Saturday, 2 November 2013

Lifestyle


Everybody would agree the work - life balance got lost somewhere. The new occupational diseases are called burnout and depression. Reported solutions range from mindfulness to low calorie diets. What is going on? We talked ourselves into a value system that is oppressing and depressing. And although we know it is wrong, we persist in evil.

1) This evil value system makes us recognise our fellow human being because of his merits and his performance only, and not because of the human being he really is. In biblical language, we could say we are obedient to the Mammon; we adore something that is not worth adoration. We think we are respectful, but we only show respect to the winner of the rat race. Our children need to be perfect and we need to be perfect, but our perfectionism only aims at our outer performance not at our entire human being. Meritocracy, the Frankenstein monster that we created ourselves, holds us in its claws.

2) The speed of traffic and media disturbs our sense of reality. Our expectations prove to be unrealistic all the time. We deny our limitations rigorously. It is a sin of hubris.

3) Efficiency is everything. Beauty needs to step aside for function and performance. Never in history has fashion been so contrary to beauty.

4) We don't recognise the small things in life. We don't make time neither for each other, nor for anything unimportant. It is always good to make a little walk and talk to the neighbour. Let us please reintroduce Sunday silence. I refer to my previous blogs time and energy in households and meritocracy is merito-crazy.

2 comments:

Angel said...

I fully agree with you, Wim. We human beings have lost our core values. We fool ourselves with the excuse that there is no other option to "survive".

But there is. As you say in the last point, everybody should start by recognising the small things in life. That's a start, but the rest of things come just after it.

Thanks for sharing your thoughts!

BRS said...

Still a good blog post. In the 8 years since it was posted, not much has changed.

Maybe one small change is that with the covid virus having made working from home a norm rather than an exception, there is a necessary merging of work-life and, if nothing else, one sees one's family more. And, they see us.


*Task goal*
Please make an exact copy of the listing, without the pictures.

*Working data*
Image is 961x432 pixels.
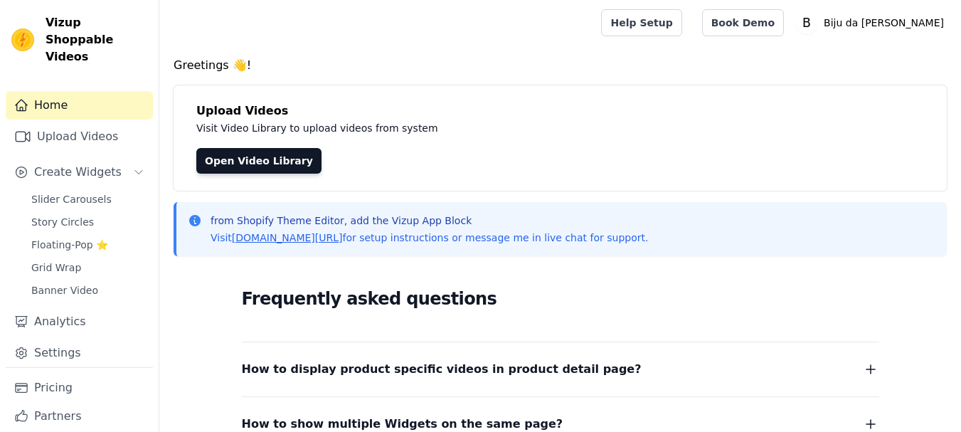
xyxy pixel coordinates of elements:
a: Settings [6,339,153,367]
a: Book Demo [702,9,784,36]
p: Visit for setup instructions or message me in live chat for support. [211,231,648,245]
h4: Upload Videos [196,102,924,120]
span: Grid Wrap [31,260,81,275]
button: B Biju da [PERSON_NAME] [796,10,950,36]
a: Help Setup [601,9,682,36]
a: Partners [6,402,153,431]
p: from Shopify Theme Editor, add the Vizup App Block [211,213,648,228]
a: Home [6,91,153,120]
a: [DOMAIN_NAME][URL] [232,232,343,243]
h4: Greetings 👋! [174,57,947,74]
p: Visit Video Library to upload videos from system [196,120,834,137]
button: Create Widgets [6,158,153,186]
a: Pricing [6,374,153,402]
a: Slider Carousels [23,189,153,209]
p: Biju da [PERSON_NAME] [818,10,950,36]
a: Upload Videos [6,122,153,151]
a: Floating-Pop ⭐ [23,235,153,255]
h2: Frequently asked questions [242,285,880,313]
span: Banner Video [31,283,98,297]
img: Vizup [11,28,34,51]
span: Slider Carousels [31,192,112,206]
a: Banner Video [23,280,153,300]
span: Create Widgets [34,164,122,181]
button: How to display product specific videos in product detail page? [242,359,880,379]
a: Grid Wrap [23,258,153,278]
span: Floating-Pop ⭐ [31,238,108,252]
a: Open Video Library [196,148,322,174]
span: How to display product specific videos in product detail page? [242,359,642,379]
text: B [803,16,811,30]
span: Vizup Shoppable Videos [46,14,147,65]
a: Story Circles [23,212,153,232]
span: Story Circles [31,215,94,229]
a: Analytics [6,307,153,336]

*Finished exercise*
Image is 961x432 pixels.
xyxy pixel coordinates of elements:
a: Settings [6,339,153,367]
a: Book Demo [702,9,784,36]
p: Visit for setup instructions or message me in live chat for support. [211,231,648,245]
h4: Upload Videos [196,102,924,120]
span: Grid Wrap [31,260,81,275]
button: B Biju da [PERSON_NAME] [796,10,950,36]
a: Help Setup [601,9,682,36]
a: Partners [6,402,153,431]
p: from Shopify Theme Editor, add the Vizup App Block [211,213,648,228]
a: Home [6,91,153,120]
a: [DOMAIN_NAME][URL] [232,232,343,243]
h4: Greetings 👋! [174,57,947,74]
p: Visit Video Library to upload videos from system [196,120,834,137]
button: Create Widgets [6,158,153,186]
a: Pricing [6,374,153,402]
a: Slider Carousels [23,189,153,209]
p: Biju da [PERSON_NAME] [818,10,950,36]
a: Upload Videos [6,122,153,151]
a: Floating-Pop ⭐ [23,235,153,255]
h2: Frequently asked questions [242,285,880,313]
span: Banner Video [31,283,98,297]
img: Vizup [11,28,34,51]
span: Slider Carousels [31,192,112,206]
a: Banner Video [23,280,153,300]
span: Create Widgets [34,164,122,181]
button: How to display product specific videos in product detail page? [242,359,880,379]
a: Grid Wrap [23,258,153,278]
span: Floating-Pop ⭐ [31,238,108,252]
a: Open Video Library [196,148,322,174]
span: How to display product specific videos in product detail page? [242,359,642,379]
text: B [803,16,811,30]
span: Vizup Shoppable Videos [46,14,147,65]
a: Story Circles [23,212,153,232]
span: Story Circles [31,215,94,229]
a: Analytics [6,307,153,336]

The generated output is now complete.